The 7 Best Christmas Movies That Aren’t ‘Christmas’ Movies
The unsung heroes of the holiday movie season.
We are all tired of talking about Love, Actually (actually, we have been for years!) and we’re guaranteed to be forced to watch It’s a Wonderful Life and/or a Christmas Story at some point this week. But Christmas movies come in all shapes and sizes, and some are not suitable for family gatherings. Here a few movies to get you in the spirit without sugar-coating the dark side of the holidays.
Just Friends
Ryan Reynolds is Chris Brander, a former fat kid-turned-hotshot Hollywood record executive who accidentally (literally) lands near his New Jersey childhood home right around the holidays — along with a famous, insane pop star who thinks she is his girlfriend. The Christmas season is in full swing, and his high school best friend and longtime crush Jamie is still living in town. He tried to pursue her but the odds are hilariously against him. Just Friends is an unsung hero of both Christmas movies and romantic comedies; Anna Faris has never been funnier. It also gave us “He skis in his jeans!”
Die Hard
Christmas is in more than just the background of Die Hard. The movie takes place on Christmas Eve, during an office Christmas party. There are Christmas trees all over the place, and Christmas music is on the soundtrack. But more importantly, Die Hard is about redemption and renewal and finding out you’re a better person that you thought you were once you stopped thinking only of yourself.
Bridget Jones’ Diary
Bridget Jones’ Diary is a rom-com that spans all seasons, but a key plot point is bookended by the Christmas/New Year’s holidays: Bridget first meets Mark Darcy at a family holiday party, and takes note of his terrible sweater. A year later, they run into each other at an ugly dress holiday party again — the kind that people started throwing “ironically” a few years ago Yep: Bridget Jones invented the Ugly Sweater Party.
Kiss Kiss Bang Bang
Shane Black’s Los Angeles crime caper takes place during the holiday season, and kicks off with Robert Downey Jr.’s character robbing a toy store, in part because of the tried-and-true Christmas movie trope of needing a hard-to-find gift for his kid. Enter an old high-school sweetheart, Michelle Monaghan, who dresses in a sexy Santa suit, while Downey complains about the vapidness of L.A. It kind of reminds you of another Robert Downey Jr. movie set during the holidays…
Less Than Zero
Brett Easton Ellis hated the film adaptation of his novel about drug-fueled excess among entitled eighties youth, which opens on the most insane Christmas party — or rather, a “Fuck Christmas” Party — made with a budget no one under 21 should ever have access to. And in keeping with conventional Christmas movie themes, Downey’s drug-addicted Julian and his fed-up father struggle to salvage their relationship, and there’s a semi-happy ending.
Edward Scissorhands
Tim Burton‘s sad and beautiful movie about the fetishization and rejection of unusual people has a sad and beautiful Christmas sequence, in which Winona Ryder dances in “snow” that is a byproduct of Edward Scissorhand’s ice-sculpting. After Edward is forced into exile from the California community, he continues to shower the neighborhood with snow in perpetuity. Both Burton and composer Danny Elfman have said that Edwards Scissorhands is their most prized film. It is also one of my all time personal favorites, but that’s not why we’re here.
Eyes Wide Shut
Christmas is not the first thing you think about when you think about Eyes Wide Shut, but Eyes Wide Shut is wall-to-wall Christmas. It opens as Tom Cruise and Nicole Kidman get ready for a Christmas party, there are Christmas trees in nearly every scene, and the protagonist’s illicit adventures have a bizarro Ebenezer Scrooge aspect to them. Notable: As a recent Rolling Stone story pointed out, Stanley Kubrick initially wanted to write the main characters as Jewish, and first considered Woody Allen for the role (many years before the film was produced).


#### EXERCISE
The result should be the lines from the one holding "Locate an element on the screen. Image" to the final line of the records below, repeated exactly and with no pictures.

Stored items from a collection
***
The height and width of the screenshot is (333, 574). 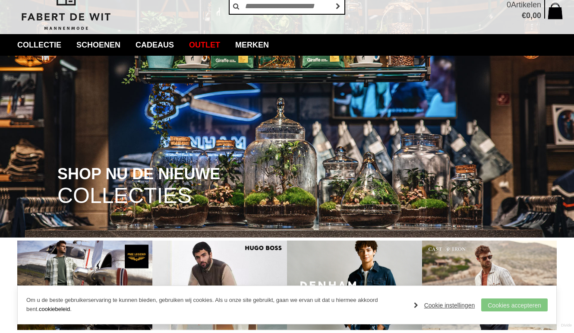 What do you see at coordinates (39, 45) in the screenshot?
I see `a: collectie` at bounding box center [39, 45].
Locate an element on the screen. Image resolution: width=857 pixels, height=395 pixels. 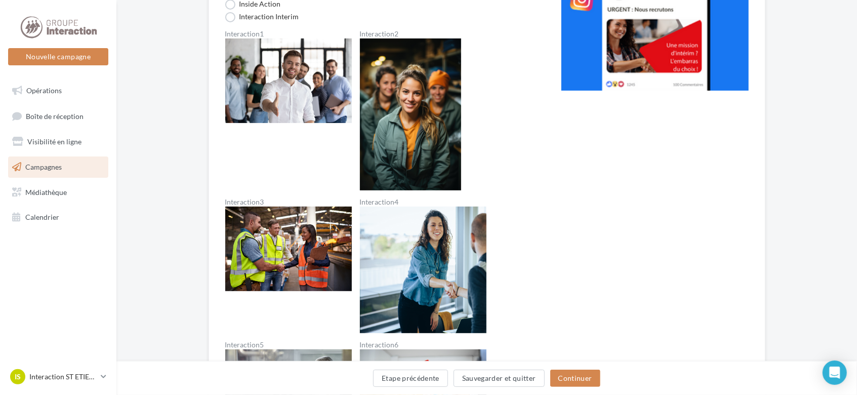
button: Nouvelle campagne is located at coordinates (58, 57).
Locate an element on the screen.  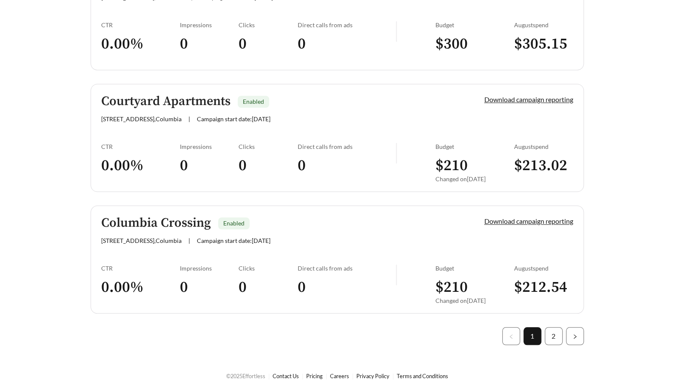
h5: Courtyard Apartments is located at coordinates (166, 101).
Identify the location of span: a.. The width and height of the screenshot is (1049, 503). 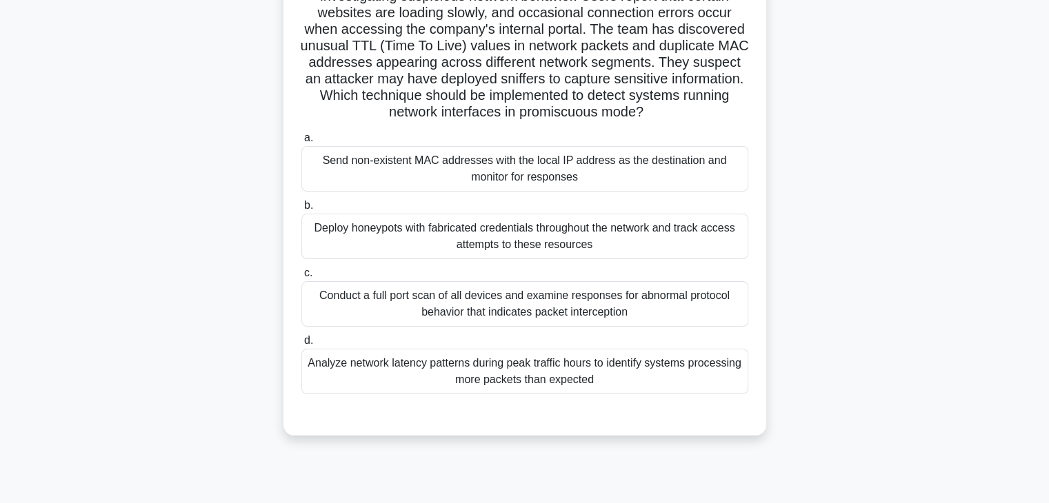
***
#### ANSWER AREA
Locate an element on the screen. Image resolution: width=857 pixels, height=395 pixels. 
button: Nouvelle campagne is located at coordinates (58, 57).
Locate an element on the screen.  
h5: Courtyard Apartments is located at coordinates (166, 101).
Identify the location of span: a.. The width and height of the screenshot is (1049, 503). 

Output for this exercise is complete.